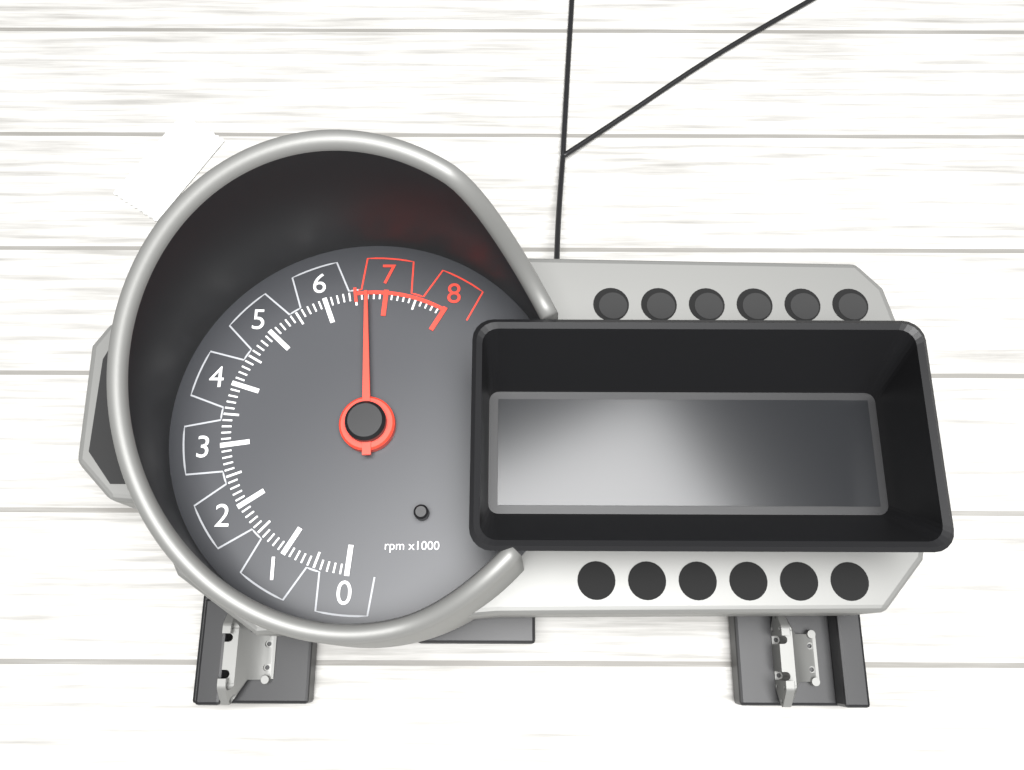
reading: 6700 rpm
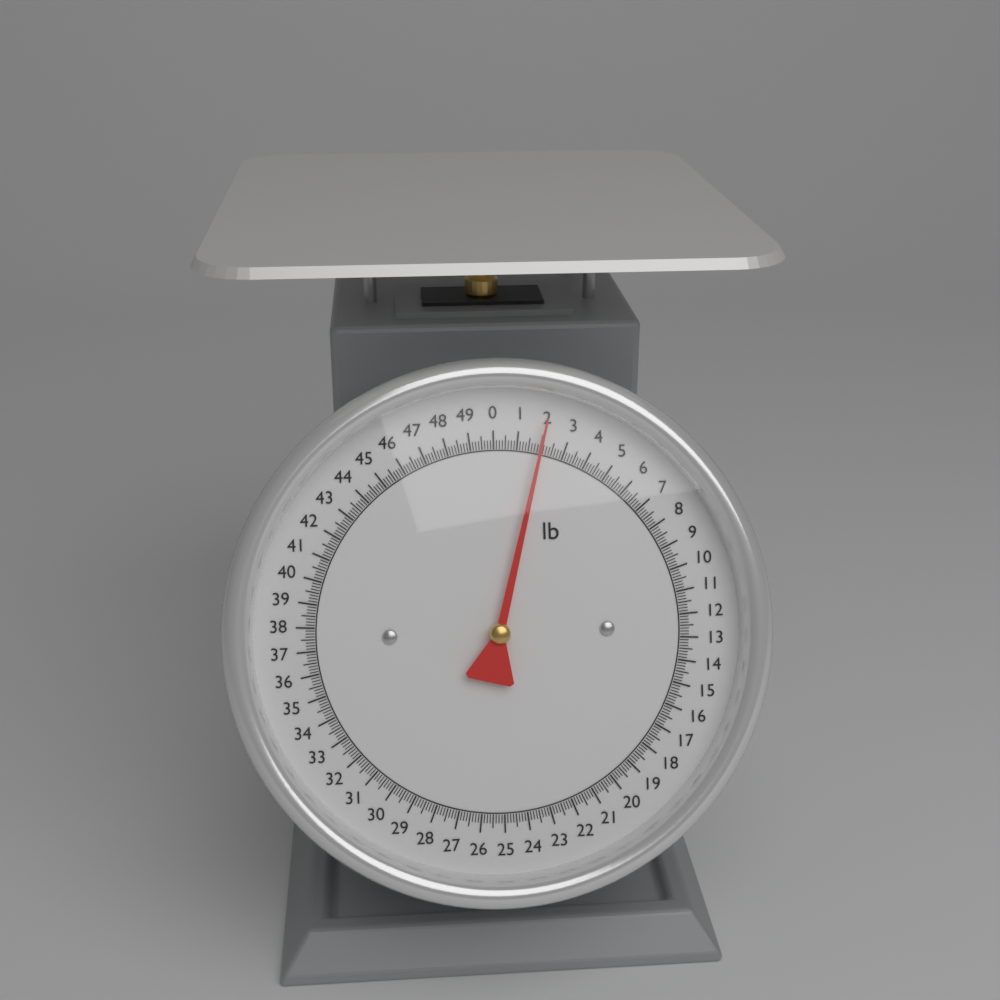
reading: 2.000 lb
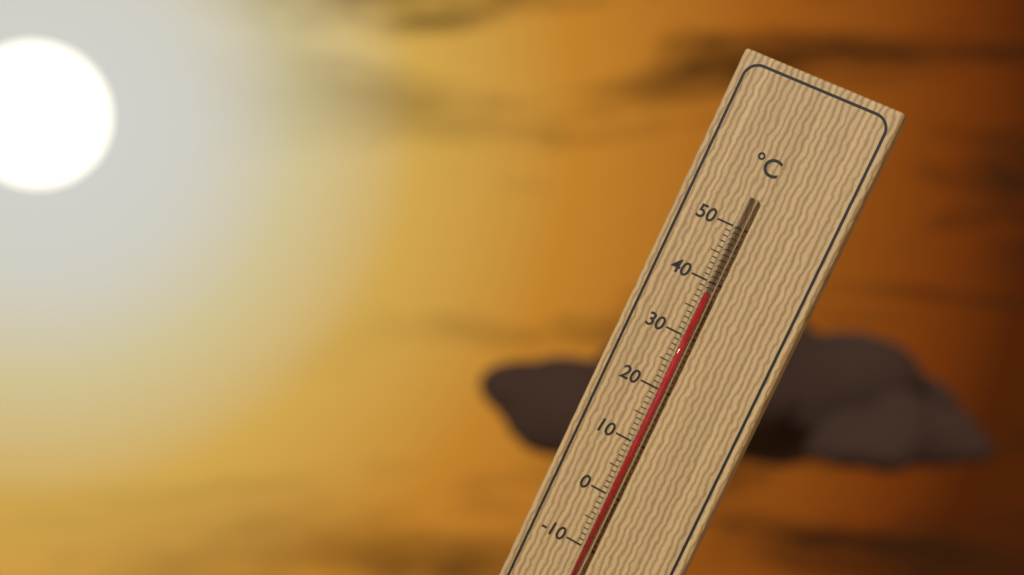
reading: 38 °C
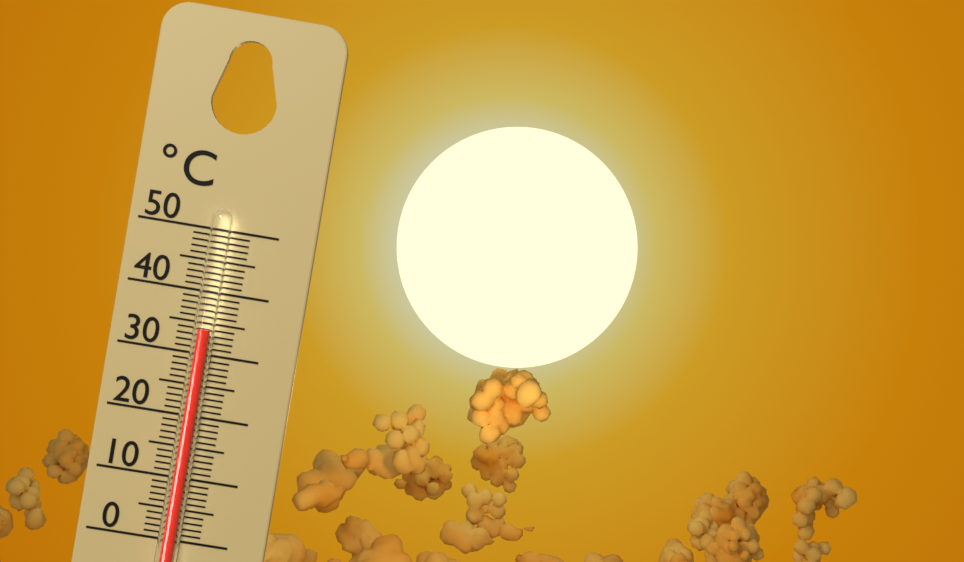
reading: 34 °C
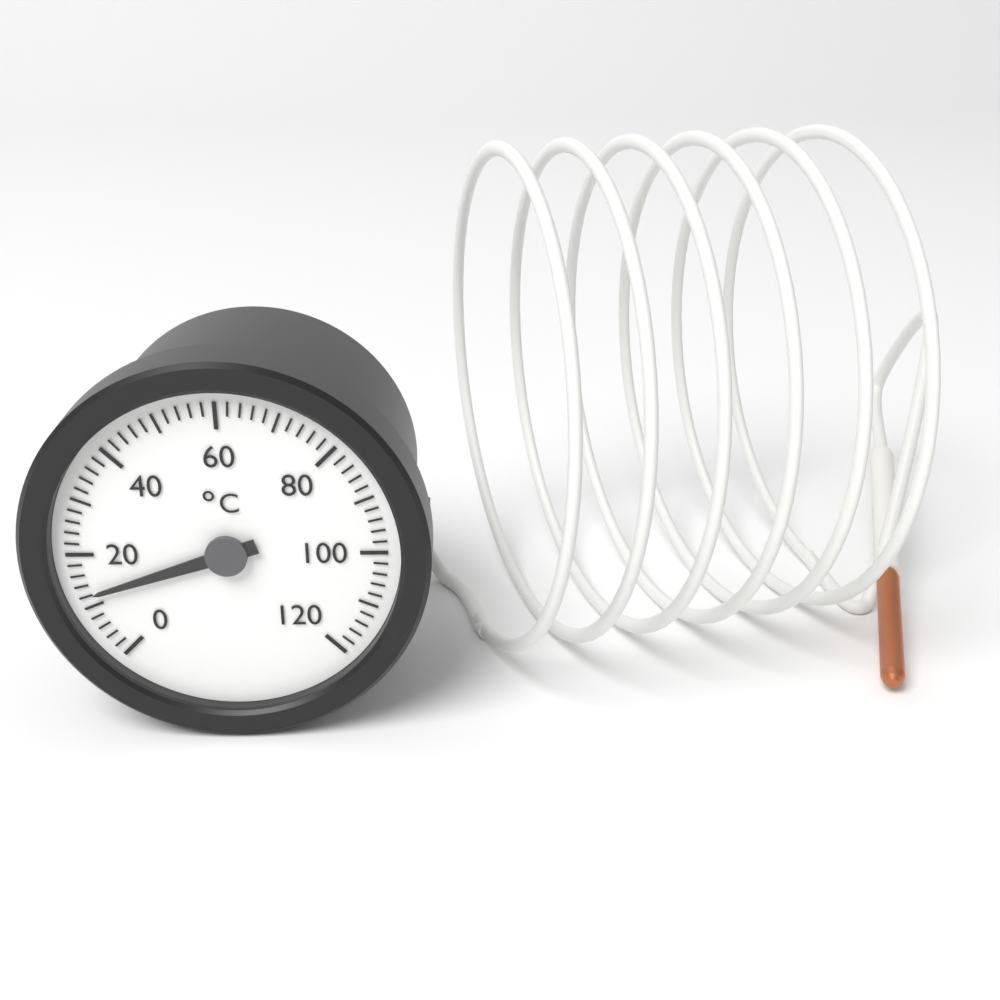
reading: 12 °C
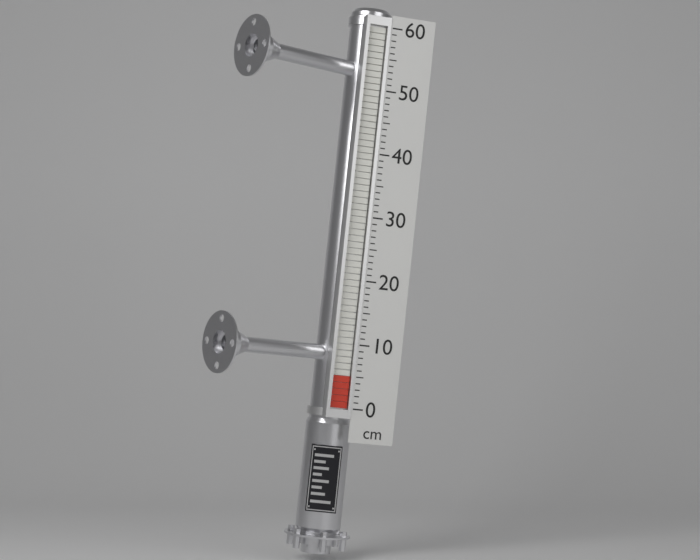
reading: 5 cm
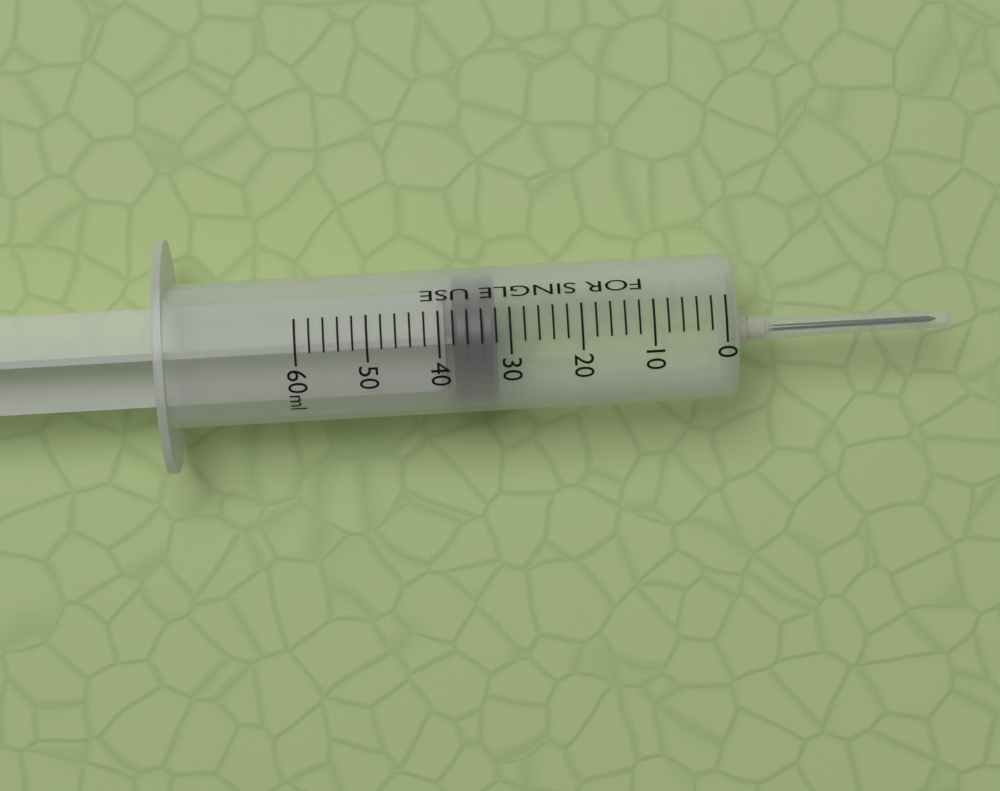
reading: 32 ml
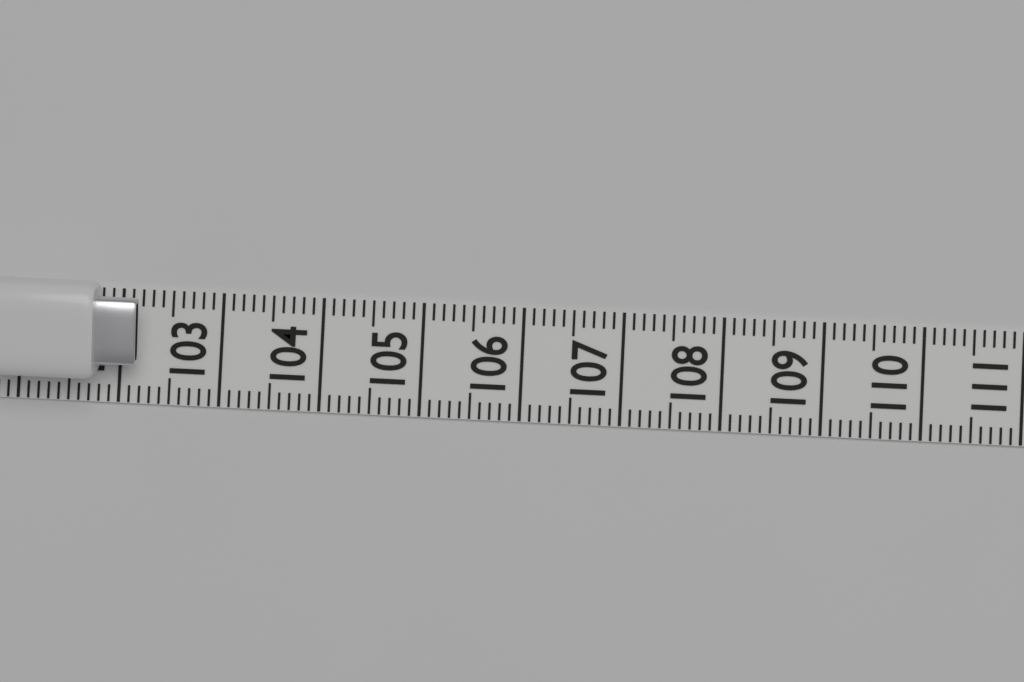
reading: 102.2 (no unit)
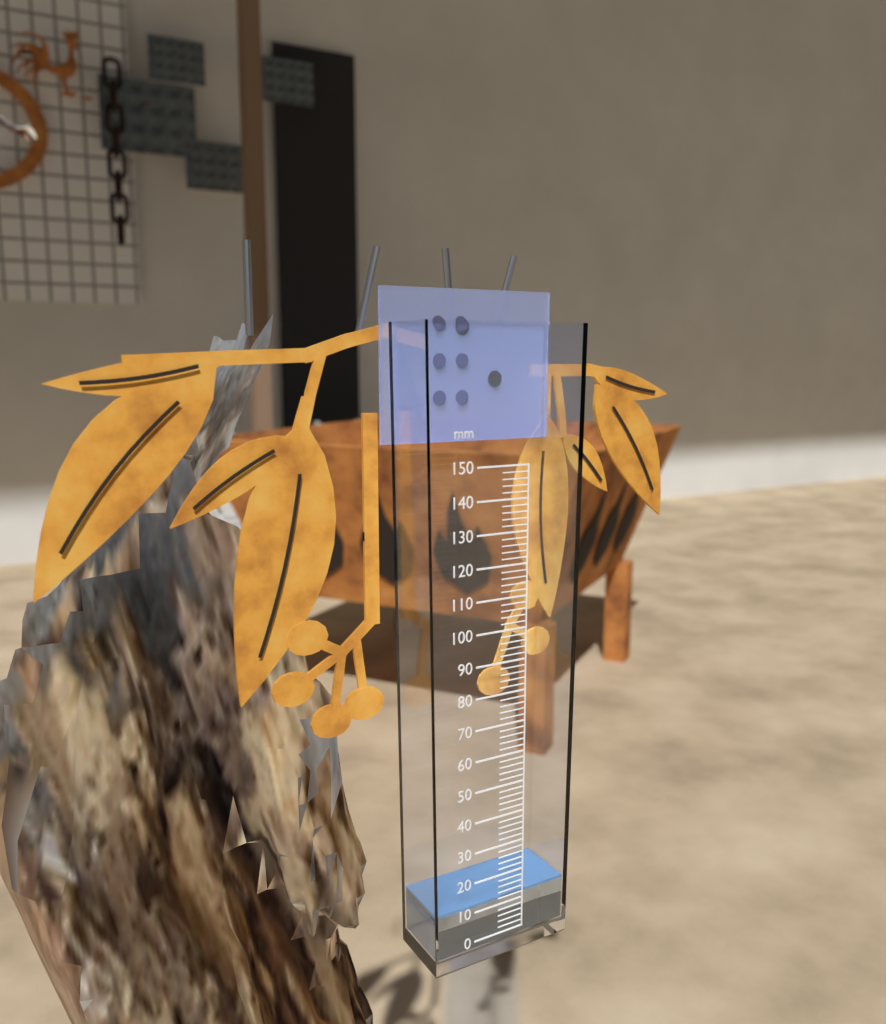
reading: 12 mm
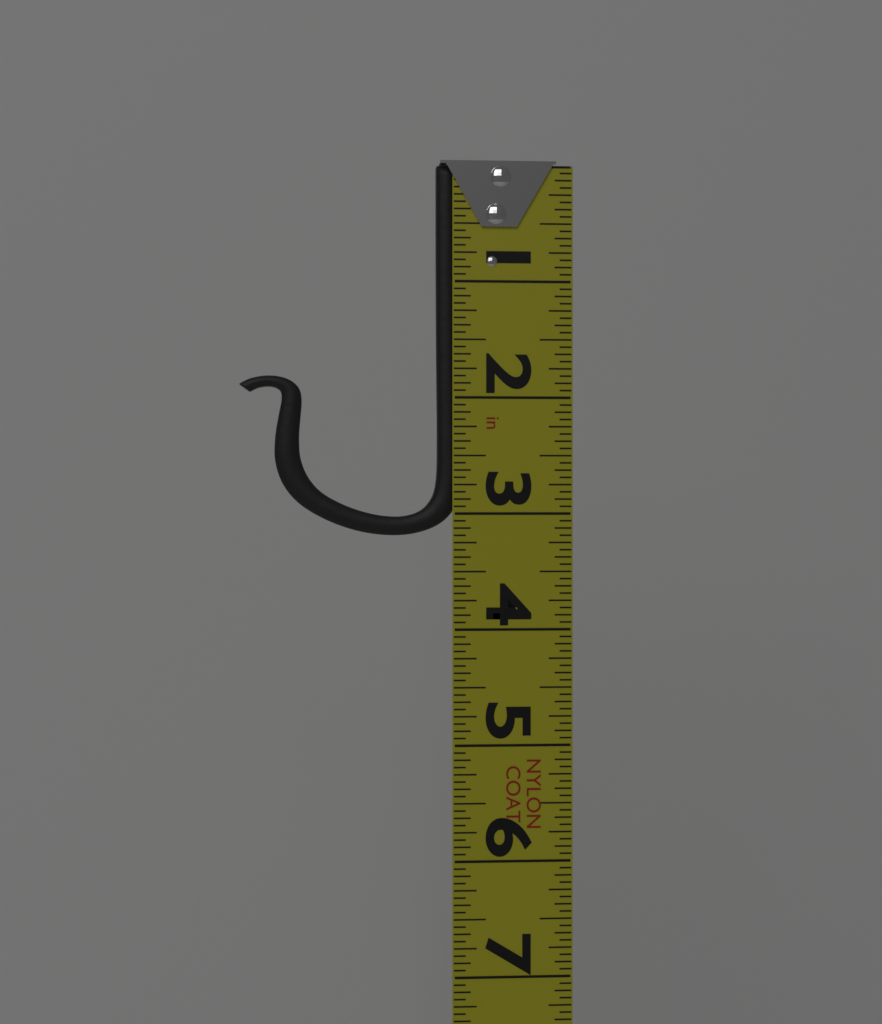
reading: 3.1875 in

■ **Exercise**: Set down every entry above again exactly, dropping each picture.

■ **Output of the task**:
reading: 6700 rpm
reading: 2.000 lb
reading: 38 °C
reading: 34 °C
reading: 12 °C
reading: 5 cm
reading: 32 ml
reading: 102.2 (no unit)
reading: 12 mm
reading: 3.1875 in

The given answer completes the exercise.